German lawmakers tossed for neo-Nazi-linked garb
(AP) BERLIN - The president of Saxony's state parliament expelled eight far-right lawmakers from the assembly Wednesday for wearing clothes favored by German neo-Nazis.
The NPD party lawmakers refused to remove T-shirts and shirts from the Thor Steinar company in an "openly provocative act," Saxony state parliament spokesman Ivo Klatte said.
The brand, with its runic symbols and Nordic themes, is popular among neo-Nazis in Germany, even though the company has distanced itself from far right extremism in the past.
The lawmakers were banned from parliament's next three sessions after refusing to change or leave, Klatte said. They only left voluntarily after police entered the assembly hall to enforce their expulsion.
Parliament's rules forbid clothes, posters or stickers expressing a political opinion in the assembly hall, Klatte said.
Thor Steinar clothes are "typical for the far-right scene," and assembly president Matthias Roessler said that wearing them amounted to an overt expression of a political opinion, Klatte said.
Lawmakers from center-left and far-left opposition parties in the past were also sanctioned for wearing political stickers or posters in parliament.

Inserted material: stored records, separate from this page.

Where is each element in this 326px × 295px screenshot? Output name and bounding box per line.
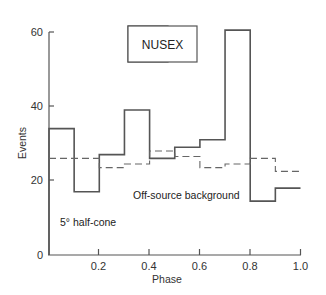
- chart-title: NUSEX: [142, 38, 183, 52]
- x-tick-1.0: 1.0: [293, 260, 308, 272]
- x-tick-0.4: 0.4: [141, 260, 156, 272]
- x-tick-0.6: 0.6: [192, 260, 207, 272]
- histogram-chart: 60 40 20 0 0.2 0.4 0.6 0.8 1.0 Phase Eve…: [0, 0, 326, 295]
- background-series: [49, 151, 301, 171]
- y-tick-60: 60: [31, 26, 43, 38]
- half-cone-label: 5° half-cone: [60, 216, 116, 228]
- y-tick-20: 20: [31, 174, 43, 186]
- background-label: Off-source background: [133, 189, 240, 201]
- y-tick-40: 40: [31, 100, 43, 112]
- x-axis-title: Phase: [152, 273, 182, 285]
- x-tick-0.2: 0.2: [91, 260, 106, 272]
- x-tick-0.8: 0.8: [242, 260, 257, 272]
- y-axis-title: Events: [16, 127, 28, 159]
- y-tick-0: 0: [37, 249, 43, 261]
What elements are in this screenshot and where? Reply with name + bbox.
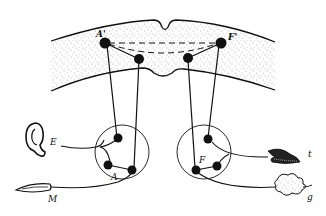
label-f: F <box>198 155 206 165</box>
nerve-muscle <box>51 172 132 188</box>
label-f-prime: F' <box>227 32 237 42</box>
muscle-icon <box>16 184 51 192</box>
label-muscle: M <box>47 194 58 204</box>
projection-inner-left-down <box>134 60 139 168</box>
projection-inner-right-down <box>188 60 195 168</box>
center-a-node-left <box>104 161 113 170</box>
center-f-node-right <box>213 162 222 171</box>
diagram-canvas: A' F' A F E M t <box>0 0 326 216</box>
nerve-gland <box>197 172 276 187</box>
center-a-node-top <box>114 134 123 143</box>
label-a: A <box>110 172 118 182</box>
center-f-circle <box>177 125 231 179</box>
node-inner-right <box>183 53 193 63</box>
label-gland: g <box>307 192 313 202</box>
label-a-prime: A' <box>95 29 106 39</box>
center-f-node-top <box>204 135 213 144</box>
node-a-prime <box>100 38 111 49</box>
label-ear: E <box>49 137 57 147</box>
center-a: A <box>95 125 149 182</box>
center-f: F <box>177 125 231 179</box>
node-f-prime <box>216 38 227 49</box>
cortex-band <box>51 20 275 91</box>
node-inner-left <box>134 54 144 64</box>
label-tongue: t <box>308 149 312 159</box>
nerve-tongue <box>212 142 268 157</box>
tongue-icon <box>268 149 300 163</box>
center-a-circle <box>95 125 149 179</box>
ear-icon <box>26 123 45 156</box>
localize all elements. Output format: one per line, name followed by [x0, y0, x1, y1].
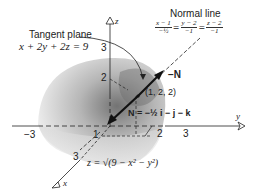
fraction-z: z − 2 −1 — [206, 20, 222, 35]
z-axis-arrow-icon — [106, 17, 114, 24]
fraction-x: x − 1 −½ — [155, 20, 172, 35]
normal-line-title: Normal line — [170, 9, 221, 19]
N-vector-label: N = −½ i − j − k — [128, 109, 191, 118]
y-axis-label: y — [236, 112, 240, 121]
tick-z-3: 3 — [101, 43, 107, 53]
tick-y-neg3: −3 — [24, 130, 35, 140]
x-axis-label: x — [63, 179, 67, 188]
point-marker — [136, 94, 139, 97]
neg-N-label: −N — [168, 70, 181, 80]
fraction-y: y − 2 −1 — [181, 20, 198, 35]
surface-equation: z = √(9 − x² − y²) — [87, 158, 158, 168]
normal-line-equation: x − 1 −½ = y − 2 −1 = z − 2 −1 — [155, 20, 223, 35]
tick-x-3: 3 — [73, 152, 79, 162]
z-axis-label: z — [115, 17, 119, 26]
tick-x-1: 1 — [93, 130, 99, 140]
tick-y-2: 2 — [157, 129, 163, 139]
point-label: (1, 2, 2) — [145, 88, 176, 97]
tangent-plane-equation: x + 2y + 2z = 9 — [19, 41, 88, 52]
x-axis-arrow-icon — [52, 182, 60, 188]
tick-z-2: 2 — [101, 73, 107, 83]
tangent-plane-title: Tangent plane — [29, 30, 92, 40]
tick-y-3: 3 — [183, 129, 189, 139]
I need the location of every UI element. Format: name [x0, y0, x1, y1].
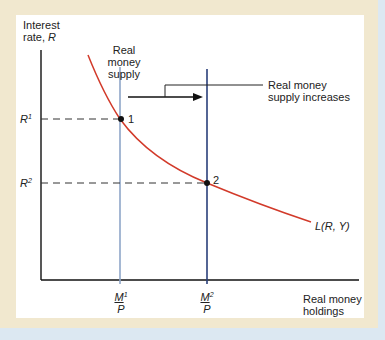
m2-over-p-tick-label: M2 P [197, 291, 217, 315]
money-demand-curve-label: L(R, Y) [315, 220, 350, 232]
equilibrium-point-1 [118, 116, 124, 122]
equilibrium-point-2 [204, 180, 210, 186]
x-axis-label: Real money holdings [303, 293, 362, 317]
supply-increases-label: Real money supply increases [268, 79, 350, 103]
callout-bracket [165, 85, 263, 97]
m1-over-p-tick-label: M1 P [111, 291, 131, 315]
r1-tick-label: R1 [20, 113, 32, 125]
money-market-diagram [0, 0, 385, 340]
point-1-label: 1 [128, 113, 134, 125]
real-money-supply-label: Real money supply [97, 44, 151, 80]
r2-tick-label: R2 [20, 177, 32, 189]
arrow-right-icon [193, 93, 203, 101]
y-axis-label: Interest rate, R [23, 19, 60, 43]
point-2-label: 2 [213, 174, 219, 186]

The NPD lawmakers maintained they were not trying to provoke parliament, but that the Thor Steinar shirts were worn as a "protest action" targeted at the rules banning such clothes, said NPD spokesman Thorsten Thomsen.
"We think that no caucus member was wearing clothes that explicitly express a political opinion," he said, adding Thor Steinar was merely a "fashion brand."
The NPD, or National Democratic Party Germany, entered the state legislature in 2004 with eight lawmakers.
The year later they caused outrage when members walked out of state parliament instead of observing a moment of silence for Holocaust victims.
In 2008 in the northeastern state of Mecklenburg-Western Pomerania, NPD lawmakers refused to rise from their seats during a moment of silence in honor of the Nazi's victims, being marked on the 75th anniversary of Hitler's elevation to German chancellor.
Germany has no far-right party that can boast success on a national level, and the NPD has never come close to garnering the minimum 5-percent of the vote needed to enter parliament federally. It is currently only represented in two of Germany's 16 state legislatures.
The openly xenophobic party's main support base is in the sparsely populated former communist east German states, which are home to few foreigners but where unemployment and discontent is relatively high by German standards.